The UK government has been urged to establish an AI ethics board to tackle the creeping influence of machine learning on society.
The call comes from a Robotics and Artificial Intelligence report published yesterday by the the House of Commons science and technology select committee. It quotes experts who warned the panel that AI "raises a host of ethical and legal issues".
"We recommend that a standing Commission on Artificial Intelligence be established, based at the Alan Turing Institute, to examine the social, ethical and legal implications of recent and potential developments in AI," the report said.
It highlighted that methods are required to verify that AI systems are operating in a transparent manner, to make sure that their behaviour is not unpredictable, and that any decisions made can be explained.
Innovate UK – an agency of UK.gov's Department of Business – said that "no clear paths exist for the verification and validation of autonomous systems whose behaviour changes with time."
They think they can stop Samaritan?
(Score: 2) by tibman on Friday October 14 2016, @07:46PM
Yeah, emergent behavior is probably impossible to audit. It's like auditing a bunch of ants to determine what the exact shape/size/design the colony is going to be. Any prediction is a guess at best.
SN won't survive on lurkers alone. Write comments.
(Score: 0) by Anonymous Coward on Friday October 14 2016, @08:30PM
We are basically going to come back around to the messy, imperfect nature of human behavior so abhorred by literalist geeks - the need for "good" judgment where "good" is some sort of consensus (aka cultural) concept that has no fixed, absolute definition.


▶ **PROBLEM REQUIREMENTS**: All that is needed is every line of the listing below that has "SCAN".

==== GIVEN RECORDS ====

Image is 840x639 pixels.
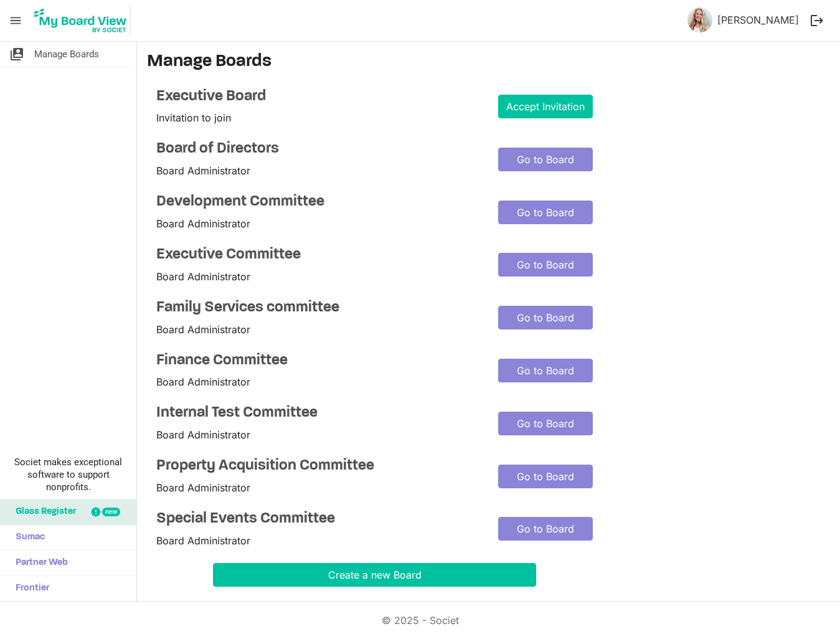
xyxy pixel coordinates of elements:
[9,42,24,67] span: switch_account
[156,140,479,158] a: Board of Directors
[156,165,250,177] span: Board Administrator
[804,7,830,34] button: logout
[498,358,593,382] a: Go to Board
[498,147,593,171] a: Go to Board
[156,535,250,547] span: Board Administrator
[156,246,479,264] a: Executive Committee
[9,499,76,525] span: Glass Register
[498,517,593,540] a: Go to Board
[156,376,250,388] span: Board Administrator
[381,614,459,627] a: © 2025 - Societ
[498,464,593,488] a: Go to Board
[688,7,713,32] img: LS-MNrqZjgQ_wrPGQ6y3TlJ-mG7o4JT1_0TuBKFgoAiQ40SA2tedeKhdbq5b_xD0KWyXqBKNCt8CSyyraCI1pA_thumb.png
[6,456,131,493] span: Societ makes exceptional software to support nonprofits.
[156,352,479,370] a: Finance Committee
[9,525,45,550] span: Sumac
[498,253,593,276] a: Go to Board
[498,94,593,118] a: Accept Invitation
[31,5,136,36] a: My Board View Logo
[9,550,68,575] span: Partner Web
[713,7,804,32] a: [PERSON_NAME]
[156,270,250,283] span: Board Administrator
[156,404,479,422] a: Internal Test Committee
[9,576,49,601] span: Frontier
[213,563,536,587] button: Create a new Board
[147,52,830,73] h3: Manage Boards
[156,218,250,230] span: Board Administrator
[498,306,593,329] a: Go to Board
[156,299,479,317] a: Family Services committee
[156,193,479,211] a: Development Committee
[498,200,593,224] a: Go to Board
[156,323,250,336] span: Board Administrator
[156,88,479,106] h4: Executive Board
[156,510,479,528] a: Special Events Committee
[31,5,131,36] img: My Board View Logo
[156,457,479,475] a: Property Acquisition Committee
[34,42,99,67] span: Manage Boards
[102,507,120,516] div: new
[498,411,593,435] a: Go to Board
[156,482,250,494] span: Board Administrator
[156,429,250,441] span: Board Administrator
[4,9,27,32] span: menu
[156,112,231,124] span: Invitation to join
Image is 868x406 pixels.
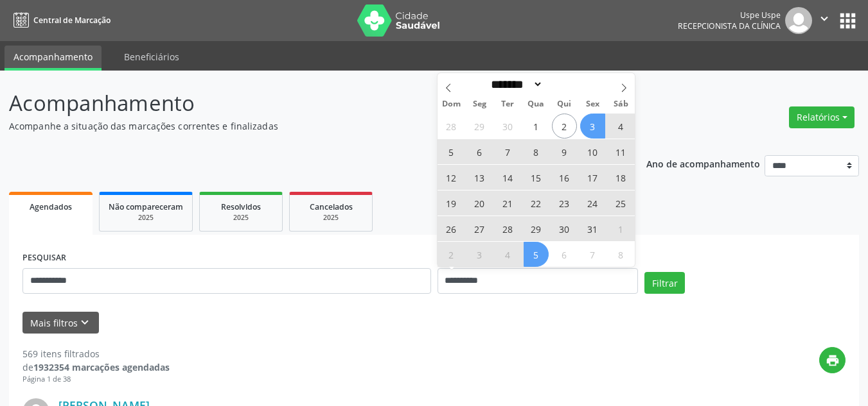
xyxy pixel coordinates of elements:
a: Acompanhamento [5,46,102,70]
span: Novembro 8, 2025 [608,242,634,267]
div: Página 1 de 38 [23,374,169,385]
span: Outubro 29, 2025 [524,216,549,241]
p: Acompanhamento [9,88,604,119]
span: Outubro 6, 2025 [467,139,492,165]
button: Mais filtroskeyboard_arrow_down [23,312,99,334]
span: Qui [550,100,578,109]
span: Outubro 16, 2025 [552,165,577,190]
i:  [818,11,831,26]
span: Outubro 30, 2025 [552,216,577,241]
a: Beneficiários [115,46,188,68]
strong: 1932354 marcações agendadas [33,362,169,373]
span: Outubro 18, 2025 [608,165,634,190]
span: Central de Marcação [33,15,110,26]
span: Outubro 31, 2025 [580,216,605,241]
div: de [23,361,169,374]
span: Resolvidos [221,202,261,212]
span: Outubro 28, 2025 [495,216,521,241]
span: Novembro 6, 2025 [552,242,577,267]
span: Cancelados [309,202,353,212]
button: Relatórios [789,107,855,128]
span: Outubro 26, 2025 [439,216,464,241]
span: Outubro 20, 2025 [467,190,492,216]
span: Outubro 8, 2025 [524,139,549,165]
span: Outubro 27, 2025 [467,216,492,241]
span: Novembro 3, 2025 [467,242,492,267]
span: Outubro 3, 2025 [580,113,605,139]
span: Não compareceram [109,202,183,212]
span: Outubro 21, 2025 [495,190,521,216]
label: PESQUISAR [23,248,66,268]
span: Qua [522,100,550,109]
span: Outubro 5, 2025 [439,139,464,165]
span: Setembro 28, 2025 [439,113,464,139]
span: Outubro 10, 2025 [580,139,605,165]
span: Outubro 12, 2025 [439,165,464,190]
div: 569 itens filtrados [23,347,169,361]
span: Outubro 25, 2025 [608,190,634,216]
span: Setembro 30, 2025 [495,113,521,139]
button:  [812,7,837,34]
div: Uspe Uspe [678,10,780,21]
p: Ano de acompanhamento [646,155,760,171]
span: Novembro 1, 2025 [608,216,634,241]
span: Outubro 24, 2025 [580,190,605,216]
span: Seg [465,100,493,109]
div: 2025 [109,213,183,223]
span: Novembro 2, 2025 [439,242,464,267]
span: Outubro 11, 2025 [608,139,634,165]
span: Outubro 2, 2025 [552,113,577,139]
span: Outubro 17, 2025 [580,165,605,190]
button: apps [837,10,859,32]
span: Novembro 5, 2025 [524,242,549,267]
span: Outubro 14, 2025 [495,165,521,190]
button: Filtrar [644,272,685,294]
button: print [820,347,845,373]
span: Agendados [30,202,72,212]
span: Sex [578,100,606,109]
span: Recepcionista da clínica [678,21,780,31]
span: Outubro 22, 2025 [524,190,549,216]
span: Novembro 4, 2025 [495,242,521,267]
span: Outubro 19, 2025 [439,190,464,216]
span: Setembro 29, 2025 [467,113,492,139]
span: Outubro 7, 2025 [495,139,521,165]
span: Outubro 1, 2025 [524,113,549,139]
span: Outubro 4, 2025 [608,113,634,139]
a: Central de Marcação [9,10,110,31]
input: Year [543,78,585,91]
span: Novembro 7, 2025 [580,242,605,267]
div: 2025 [299,213,363,223]
i: print [825,354,840,368]
span: Outubro 9, 2025 [552,139,577,165]
span: Dom [438,100,466,109]
span: Ter [493,100,522,109]
i: keyboard_arrow_down [78,316,92,330]
span: Outubro 13, 2025 [467,165,492,190]
p: Acompanhe a situação das marcações correntes e finalizadas [9,119,604,133]
span: Outubro 15, 2025 [524,165,549,190]
span: Sáb [606,100,635,109]
div: 2025 [209,213,273,223]
select: Month [487,78,543,91]
span: Outubro 23, 2025 [552,190,577,216]
img: img [785,7,812,34]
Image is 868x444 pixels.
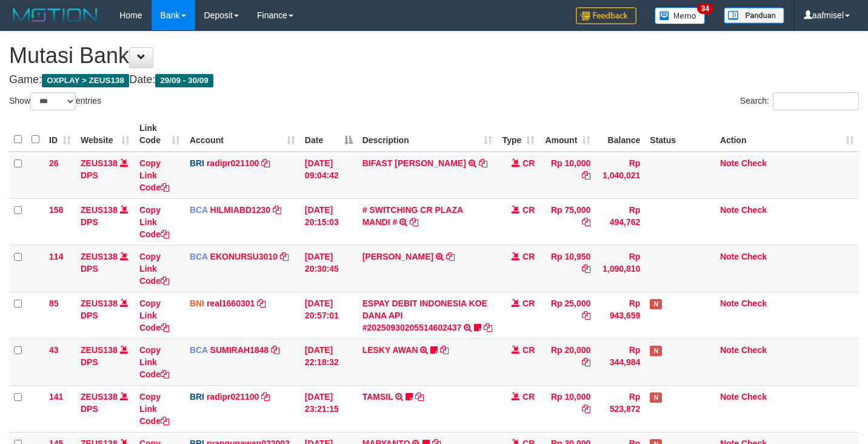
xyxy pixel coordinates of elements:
td: DPS [76,292,135,338]
a: Copy Link Code [139,298,169,333]
a: ZEUS138 [81,205,118,215]
th: Link Code: activate to sort column ascending [135,117,185,151]
a: Copy # SWITCHING CR PLAZA MANDI # to clipboard [409,217,419,227]
span: BCA [189,346,208,355]
a: SUMIRAH1848 [211,346,268,355]
td: [DATE] 23:21:15 [300,385,357,432]
span: CR [523,158,535,168]
a: Note [720,298,739,308]
a: ZEUS138 [81,346,118,355]
a: Copy Rp 20,000 to clipboard [582,358,590,367]
h4: Game: Date: [9,74,859,86]
a: Copy ESPAY DEBIT INDONESIA KOE DANA API #20250930205514602437 to clipboard [484,322,492,333]
a: ZEUS138 [81,298,118,308]
a: real1660301 [207,298,254,308]
a: Copy Rp 10,000 to clipboard [582,171,590,180]
td: Rp 344,984 [595,338,645,385]
a: Copy SUMIRAH1848 to clipboard [271,346,279,355]
a: Note [720,205,739,215]
a: Check [742,252,767,261]
span: BNI [189,298,204,308]
a: Check [742,205,767,215]
span: 85 [49,298,58,308]
a: Copy real1660301 to clipboard [257,298,266,308]
span: 26 [49,158,58,168]
a: Check [742,158,767,168]
img: Feedback.jpg [576,7,637,24]
a: Copy Rp 25,000 to clipboard [582,310,590,320]
span: CR [523,298,535,308]
a: Note [720,392,739,401]
th: Date: activate to sort column descending [300,117,357,151]
td: [DATE] 20:57:01 [300,292,357,338]
img: MOTION_logo.png [9,7,101,24]
a: Check [742,392,767,401]
span: 158 [49,205,63,215]
td: DPS [76,385,135,432]
td: [DATE] 20:30:45 [300,245,357,292]
span: BCA [189,252,208,261]
a: Copy Rp 10,000 to clipboard [582,404,590,413]
th: ID: activate to sort column ascending [45,117,76,151]
td: DPS [76,199,135,245]
a: Copy BIFAST ERIKA S PAUN to clipboard [479,158,487,168]
span: Has Note [650,346,662,356]
a: LESKY AWAN [363,346,419,355]
td: DPS [76,245,135,292]
a: Copy Rp 10,950 to clipboard [582,264,590,274]
span: CR [523,392,535,401]
a: Check [742,298,767,308]
a: Copy Rp 75,000 to clipboard [582,217,590,227]
span: 141 [49,392,63,401]
td: [DATE] 22:18:32 [300,338,357,385]
span: Has Note [650,299,662,309]
a: Copy Link Code [139,205,169,239]
a: Copy Link Code [139,392,169,425]
select: Showentries [31,92,76,111]
a: radipr021100 [207,392,259,401]
label: Search: [740,92,859,111]
td: Rp 20,000 [539,338,595,385]
label: Show entries [9,92,101,111]
td: Rp 10,950 [539,245,595,292]
th: Website: activate to sort column ascending [76,117,135,151]
a: Copy LESKY AWAN to clipboard [440,346,448,355]
a: Note [720,158,739,168]
a: Note [720,252,739,261]
th: Description: activate to sort column ascending [357,117,498,151]
th: Status [645,117,716,151]
td: Rp 10,000 [539,151,595,199]
a: Copy AHMAD AGUSTI to clipboard [447,252,455,261]
td: [DATE] 09:04:42 [300,151,357,199]
td: Rp 943,659 [595,292,645,338]
td: Rp 494,762 [595,199,645,245]
a: Check [742,346,767,355]
a: Copy TAMSIL to clipboard [415,392,423,401]
a: ZEUS138 [81,158,118,168]
img: panduan.png [724,7,784,23]
a: ESPAY DEBIT INDONESIA KOE DANA API #20250930205514602437 [363,298,487,333]
td: [DATE] 20:15:03 [300,199,357,245]
td: Rp 1,040,021 [595,151,645,199]
td: Rp 1,090,810 [595,245,645,292]
a: HILMIABD1230 [211,205,271,215]
th: Amount: activate to sort column ascending [539,117,595,151]
td: DPS [76,338,135,385]
td: Rp 75,000 [539,199,595,245]
a: EKONURSU3010 [211,252,278,261]
a: Copy HILMIABD1230 to clipboard [273,205,281,215]
span: OXPLAY > ZEUS138 [42,74,129,87]
a: Copy radipr021100 to clipboard [261,158,270,168]
a: Copy EKONURSU3010 to clipboard [280,252,289,261]
td: Rp 523,872 [595,385,645,432]
th: Type: activate to sort column ascending [498,117,539,151]
span: Has Note [650,393,662,403]
th: Account: activate to sort column ascending [185,117,300,151]
img: Button%20Memo.svg [654,7,706,24]
span: 29/09 - 30/09 [155,74,214,87]
a: ZEUS138 [81,252,118,261]
a: Note [720,346,739,355]
a: [PERSON_NAME] [363,252,434,261]
a: TAMSIL [363,392,394,401]
span: 34 [697,3,714,14]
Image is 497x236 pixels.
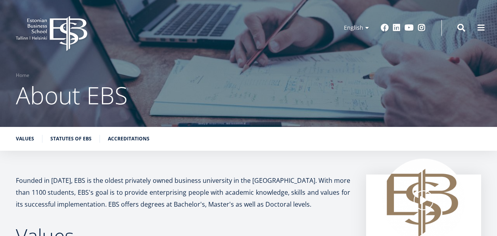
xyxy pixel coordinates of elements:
[16,79,128,112] span: About EBS
[381,24,389,32] a: Facebook
[418,24,426,32] a: Instagram
[405,24,414,32] a: Youtube
[50,135,92,143] a: Statutes of EBS
[108,135,150,143] a: Accreditations
[16,175,350,210] p: Founded in [DATE], EBS is the oldest privately owned business university in the [GEOGRAPHIC_DATA]...
[16,71,29,79] a: Home
[393,24,401,32] a: Linkedin
[16,135,34,143] a: Values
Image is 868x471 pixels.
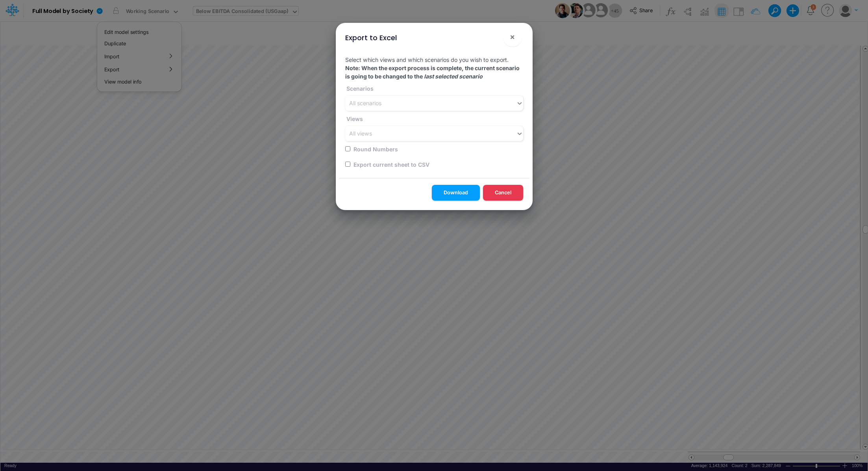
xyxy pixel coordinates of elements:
[353,145,398,154] label: Round Numbers
[349,130,372,138] div: All views
[424,73,483,80] em: last selected scenario
[339,49,530,178] div: Select which views and which scenarios do you wish to export.
[345,84,374,92] label: Scenarios
[345,33,397,43] div: Export to Excel
[349,99,382,108] div: All scenarios
[345,115,363,123] label: Views
[432,185,480,200] button: Download
[483,185,523,200] button: Cancel
[503,27,522,47] button: Close
[345,65,520,80] strong: Note: When the export process is complete, the current scenario is going to be changed to the
[353,160,429,169] label: Export current sheet to CSV
[510,32,515,41] span: ×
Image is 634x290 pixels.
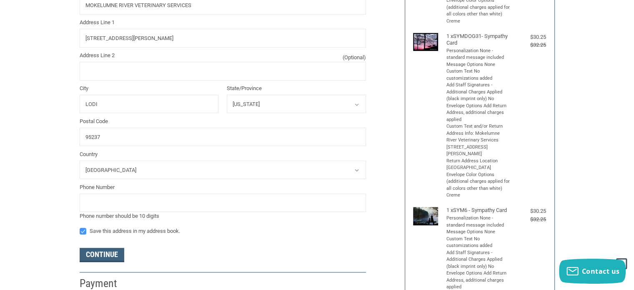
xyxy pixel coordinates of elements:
li: Custom Text and/or Return Address Info: Mokelumne River Veterinary Services [STREET_ADDRESS][PERS... [446,123,511,158]
label: City [80,84,219,93]
span: Contact us [582,266,620,275]
label: Address Line 2 [80,51,366,60]
li: Custom Text No customizations added [446,235,511,249]
li: Add Staff Signatures - Additional Charges Applied (black imprint only) No [446,249,511,270]
button: Continue [80,248,124,262]
div: Phone number should be 10 digits [80,212,366,220]
button: Contact us [559,258,625,283]
li: Envelope Color Options (additional charges applied for all colors other than white) Creme [446,171,511,199]
label: Address Line 1 [80,18,366,27]
li: Add Staff Signatures - Additional Charges Applied (black imprint only) No [446,82,511,103]
li: Custom Text No customizations added [446,68,511,82]
label: Postal Code [80,117,366,125]
label: Phone Number [80,183,366,191]
li: Personalization None - standard message included [446,48,511,61]
li: Message Options None [446,61,511,68]
h4: 1 x SYM6 - Sympathy Card [446,207,511,213]
label: State/Province [227,84,366,93]
label: Country [80,150,366,158]
h4: 1 x SYMDOG31- Sympathy Card [446,33,511,47]
div: $30.25 [513,33,546,41]
li: Envelope Options Add Return Address, additional charges applied [446,103,511,123]
div: $32.25 [513,41,546,49]
label: Save this address in my address book. [80,228,366,234]
div: $32.25 [513,215,546,223]
div: $30.25 [513,207,546,215]
small: (Optional) [343,53,366,62]
li: Return Address Location [GEOGRAPHIC_DATA] [446,158,511,171]
li: Message Options None [446,228,511,235]
li: Personalization None - standard message included [446,215,511,228]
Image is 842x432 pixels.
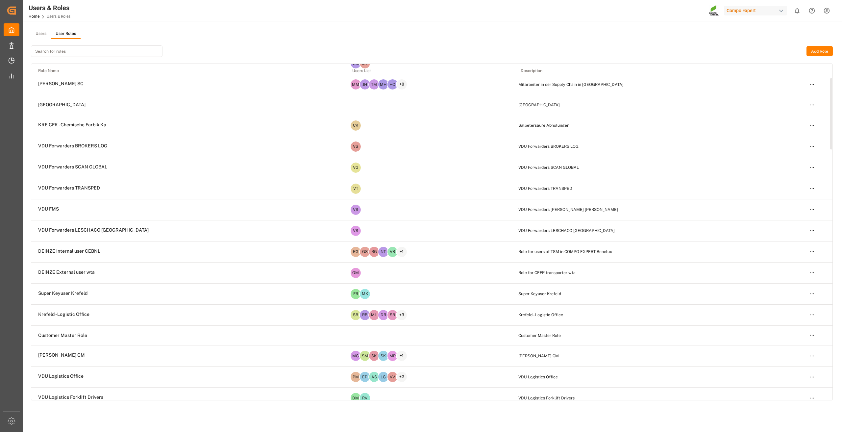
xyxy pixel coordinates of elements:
[369,372,379,382] span: AS
[38,291,88,296] span: Super Keyuser Krefeld
[369,351,379,361] span: SK
[350,288,362,300] button: FR
[359,309,371,321] button: RB
[350,183,362,194] button: VT
[387,350,399,362] button: MP
[369,246,380,258] button: RG
[805,3,820,18] button: Help Center
[350,246,362,258] button: RG
[359,392,371,404] button: RV
[31,29,51,39] button: Users
[350,371,362,383] button: PM
[387,246,399,258] button: VB
[38,395,103,400] span: VDU Logistics Forklift Drivers
[351,372,361,382] span: PM
[369,247,379,257] span: RG
[351,120,361,131] span: CK
[360,289,370,299] span: MK
[514,346,803,367] td: [PERSON_NAME] CM
[724,4,790,17] button: Compo Expert
[369,371,380,383] button: AS
[351,268,361,278] span: GM
[351,289,361,299] span: FR
[514,178,803,199] td: VDU Forwarders TRANSPED
[360,393,370,403] span: RV
[514,304,803,325] td: Krefeld - Logistic Office
[388,351,398,361] span: MP
[388,310,398,320] span: SB
[387,371,399,383] button: VV
[38,102,86,108] span: [GEOGRAPHIC_DATA]
[351,142,361,152] span: VS
[38,248,100,254] span: DEINZE Internal user CEBNL
[351,79,361,90] span: MM
[387,79,399,90] button: HO
[38,352,85,358] span: [PERSON_NAME] CM
[38,81,84,87] span: [PERSON_NAME] SC
[359,79,371,90] button: JH
[38,227,149,233] span: VDU Forwarders LESCHACO [GEOGRAPHIC_DATA]
[360,79,370,90] span: JH
[360,351,370,361] span: SM
[350,141,362,152] button: VS
[514,136,803,157] td: VDU Forwarders BROKERS LOG.
[38,122,106,128] span: KRE CFK - Chemische Farbik Ka
[378,247,389,257] span: NT
[351,351,361,361] span: MG
[351,184,361,194] span: VT
[350,267,362,279] button: GM
[351,247,361,257] span: RG
[378,309,389,321] button: DR
[38,373,84,379] span: VDU Logistics Office
[38,312,90,318] span: Krefeld - Logistic Office
[360,247,370,257] span: GS
[514,220,803,241] td: VDU Forwarders LESCHACO [GEOGRAPHIC_DATA]
[359,246,371,258] button: GS
[400,354,404,358] p: + 1
[359,288,371,300] button: MK
[387,309,399,321] button: SB
[350,309,362,321] button: SB
[29,14,39,19] a: Home
[378,372,389,382] span: LG
[350,392,362,404] button: DM
[31,45,163,57] input: Search for roles
[399,313,404,317] p: + 3
[351,393,361,403] span: DM
[351,205,361,215] span: VS
[514,95,803,115] td: [GEOGRAPHIC_DATA]
[38,206,59,212] span: VDU FMS
[378,351,389,361] span: SK
[369,79,379,90] span: TM
[346,64,514,78] th: Users List
[38,270,95,275] span: DEINZE External user wta
[514,199,803,220] td: VDU Forwarders [PERSON_NAME] [PERSON_NAME]
[38,143,107,149] span: VDU Forwarders BROKERS LOG
[38,164,107,170] span: VDU Forwarders SCAN GLOBAL
[350,79,362,90] button: MM
[790,3,805,18] button: show 0 new notifications
[388,372,398,382] span: VV
[514,241,803,262] td: Role for users of TSM in COMPO EXPERT Benelux
[359,371,371,383] button: EP
[38,333,87,339] span: Customer Master Role
[514,388,803,409] td: VDU Logistics Forklift Drivers
[31,64,346,78] th: Role Name
[514,325,803,346] td: Customer Master Role
[514,262,803,283] td: Role for CEFR transporter wta
[514,367,803,388] td: VDU Logistics Office
[29,3,70,13] div: Users & Roles
[360,310,370,320] span: RB
[369,350,380,362] button: SK
[351,310,361,320] span: SB
[369,79,380,90] button: TM
[350,120,362,131] button: CK
[514,115,803,136] td: Salpetersäure Abholungen
[378,79,389,90] button: MH
[399,375,404,379] p: + 2
[350,350,362,362] button: MG
[514,157,803,178] td: VDU Forwarders SCAN GLOBAL
[378,371,389,383] button: LG
[38,185,100,191] span: VDU Forwarders TRANSPED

====

▶ **ANSWER**:
[38,164,107,170] span: VDU Forwarders SCAN GLOBAL
[514,157,803,178] td: VDU Forwarders SCAN GLOBAL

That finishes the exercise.